Billie Davis, the woman accused of stabbing an Indiana University student, pleaded not guilty and will have an insanity defense.
Her attorney claims she has a long history of severe mental illness and was seeking help up to and including the day of the alleged attack.
A competency hearing will be scheduled where two court-appointed psychiatrists will evaluate her mental health.
The judge will make the final decision about her competency, likely in about three to six months.
5 comments
Here u=s the problem. People who have severe mental problems and have a history of violence are NOT kept safe away from other folks. This is a result of the expose from new York in the 1960’s of bad conditions in mental asylums’. We have gone the other way , allowing violent folks to roam off their meds until they really hurt someone
Yes, the insane now walk among us.
They always have.
The insanity defense shouldn’t even be a thing.
“But suppose, as seemed more likely, that he was so crazy that he had
never been aware that he was doing anything wrong? What then?
Well, we shoot mad dogs, don’t we?
Yes, but being crazy that way is a sickness —
I couldn’t see but two possibilities. Either he couldn’t be made well
— in which case he was better dead for his own sake and for the safety of
others — or he could be treated and made sane. In which case (it seemed to
me) if he ever became sane enough for civilized society . . . and thought
over what he had done while he was “sick” — what could be left for him but
suicide? How could he live with himself?
And suppose he escaped before he was cured and did the same thing
again? And maybe again? How do you explain that to bereaved parents? In view
of his record? I couldn’t see but one answer.”
-Robert Heinlein, Starship Troopers
This is the last time I will post that for a while, you’ve all seen it by now.
I like that quote because Heinlein expresses my feelings on it far more eloquently than I ever could.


EXERCISE DETAILS :: Could you repeat the records shown below exactly as written?

++++ EXERCISE INPUTS

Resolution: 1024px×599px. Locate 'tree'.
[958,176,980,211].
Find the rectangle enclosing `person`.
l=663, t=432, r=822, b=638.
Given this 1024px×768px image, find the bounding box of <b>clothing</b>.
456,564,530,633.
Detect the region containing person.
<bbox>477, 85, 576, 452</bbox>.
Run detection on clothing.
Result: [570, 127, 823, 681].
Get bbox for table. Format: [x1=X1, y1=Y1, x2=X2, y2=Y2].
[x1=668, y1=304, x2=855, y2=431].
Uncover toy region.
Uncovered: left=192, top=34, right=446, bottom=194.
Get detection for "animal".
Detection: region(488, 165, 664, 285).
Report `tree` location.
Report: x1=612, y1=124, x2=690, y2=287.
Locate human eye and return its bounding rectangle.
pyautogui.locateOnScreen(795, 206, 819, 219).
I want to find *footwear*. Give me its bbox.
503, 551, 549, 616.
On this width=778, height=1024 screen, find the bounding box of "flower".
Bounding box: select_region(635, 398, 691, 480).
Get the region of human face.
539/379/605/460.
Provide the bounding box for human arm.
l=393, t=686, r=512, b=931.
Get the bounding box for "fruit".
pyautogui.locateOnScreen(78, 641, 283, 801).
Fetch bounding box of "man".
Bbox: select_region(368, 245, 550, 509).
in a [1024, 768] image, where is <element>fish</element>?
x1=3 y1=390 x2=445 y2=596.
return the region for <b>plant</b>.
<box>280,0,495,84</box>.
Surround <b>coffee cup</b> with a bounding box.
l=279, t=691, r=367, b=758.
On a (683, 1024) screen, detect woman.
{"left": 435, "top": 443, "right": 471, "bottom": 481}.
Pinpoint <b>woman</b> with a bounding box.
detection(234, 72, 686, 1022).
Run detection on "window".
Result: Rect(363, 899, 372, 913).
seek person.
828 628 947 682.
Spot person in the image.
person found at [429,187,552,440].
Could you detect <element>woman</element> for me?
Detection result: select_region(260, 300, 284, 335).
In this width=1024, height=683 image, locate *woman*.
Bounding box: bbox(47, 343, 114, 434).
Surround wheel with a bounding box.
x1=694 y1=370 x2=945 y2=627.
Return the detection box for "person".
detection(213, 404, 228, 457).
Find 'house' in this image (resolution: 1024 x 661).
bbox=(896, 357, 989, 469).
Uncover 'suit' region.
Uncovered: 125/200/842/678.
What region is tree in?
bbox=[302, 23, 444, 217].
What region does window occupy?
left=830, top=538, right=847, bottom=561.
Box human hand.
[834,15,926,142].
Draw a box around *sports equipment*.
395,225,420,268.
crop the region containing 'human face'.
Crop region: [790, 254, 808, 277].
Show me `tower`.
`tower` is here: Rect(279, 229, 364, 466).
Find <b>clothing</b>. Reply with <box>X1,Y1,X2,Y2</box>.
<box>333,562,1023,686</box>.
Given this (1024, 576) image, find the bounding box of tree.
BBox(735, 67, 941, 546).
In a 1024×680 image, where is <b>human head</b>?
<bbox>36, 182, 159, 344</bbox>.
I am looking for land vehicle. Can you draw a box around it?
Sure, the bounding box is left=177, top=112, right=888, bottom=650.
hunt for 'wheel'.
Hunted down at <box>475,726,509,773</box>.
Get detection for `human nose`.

++++++++

OUTPUT OF THE TASK ::
Resolution: 1024px×599px. Locate 'tree'.
[958,176,980,211].
Find the rectangle enclosing `person`.
l=663, t=432, r=822, b=638.
Given this 1024px×768px image, find the bounding box of <b>clothing</b>.
456,564,530,633.
Detect the region containing person.
<bbox>477, 85, 576, 452</bbox>.
Run detection on clothing.
Result: [570, 127, 823, 681].
Get bbox for table. Format: [x1=X1, y1=Y1, x2=X2, y2=Y2].
[x1=668, y1=304, x2=855, y2=431].
Uncover toy region.
Uncovered: left=192, top=34, right=446, bottom=194.
Get detection for "animal".
Detection: region(488, 165, 664, 285).
Report `tree` location.
Report: x1=612, y1=124, x2=690, y2=287.
Locate human eye and return its bounding rectangle.
pyautogui.locateOnScreen(795, 206, 819, 219).
I want to find *footwear*. Give me its bbox.
503, 551, 549, 616.
On this width=778, height=1024 screen, find the bounding box of "flower".
Bounding box: select_region(635, 398, 691, 480).
Get the region of human face.
539/379/605/460.
Provide the bounding box for human arm.
l=393, t=686, r=512, b=931.
Get the bounding box for "fruit".
pyautogui.locateOnScreen(78, 641, 283, 801).
Fetch bounding box of "man".
Bbox: select_region(368, 245, 550, 509).
in a [1024, 768] image, where is <element>fish</element>?
x1=3 y1=390 x2=445 y2=596.
return the region for <b>plant</b>.
<box>280,0,495,84</box>.
Surround <b>coffee cup</b> with a bounding box.
l=279, t=691, r=367, b=758.
On a (683, 1024) screen, detect woman.
{"left": 435, "top": 443, "right": 471, "bottom": 481}.
Pinpoint <b>woman</b> with a bounding box.
detection(234, 72, 686, 1022).
Run detection on "window".
Result: Rect(363, 899, 372, 913).
seek person.
828 628 947 682.
Spot person in the image.
person found at [429,187,552,440].
Could you detect <element>woman</element> for me?
Detection result: select_region(260, 300, 284, 335).
In this width=1024, height=683 image, locate *woman*.
Bounding box: bbox(47, 343, 114, 434).
Surround wheel with a bounding box.
x1=694 y1=370 x2=945 y2=627.
Return the detection box for "person".
detection(213, 404, 228, 457).
Find 'house' in this image (resolution: 1024 x 661).
bbox=(896, 357, 989, 469).
Uncover 'suit' region.
Uncovered: 125/200/842/678.
What region is tree in?
bbox=[302, 23, 444, 217].
What region does window occupy?
left=830, top=538, right=847, bottom=561.
Box human hand.
[834,15,926,142].
Draw a box around *sports equipment*.
395,225,420,268.
crop the region containing 'human face'.
Crop region: [790, 254, 808, 277].
Show me `tower`.
`tower` is here: Rect(279, 229, 364, 466).
Find <b>clothing</b>. Reply with <box>X1,Y1,X2,Y2</box>.
<box>333,562,1023,686</box>.
Given this (1024, 576) image, find the bounding box of tree.
BBox(735, 67, 941, 546).
In a 1024×680 image, where is <b>human head</b>?
<bbox>36, 182, 159, 344</bbox>.
I am looking for land vehicle. Can you draw a box around it?
Sure, the bounding box is left=177, top=112, right=888, bottom=650.
hunt for 'wheel'.
Hunted down at <box>475,726,509,773</box>.
Get detection for `human nose`.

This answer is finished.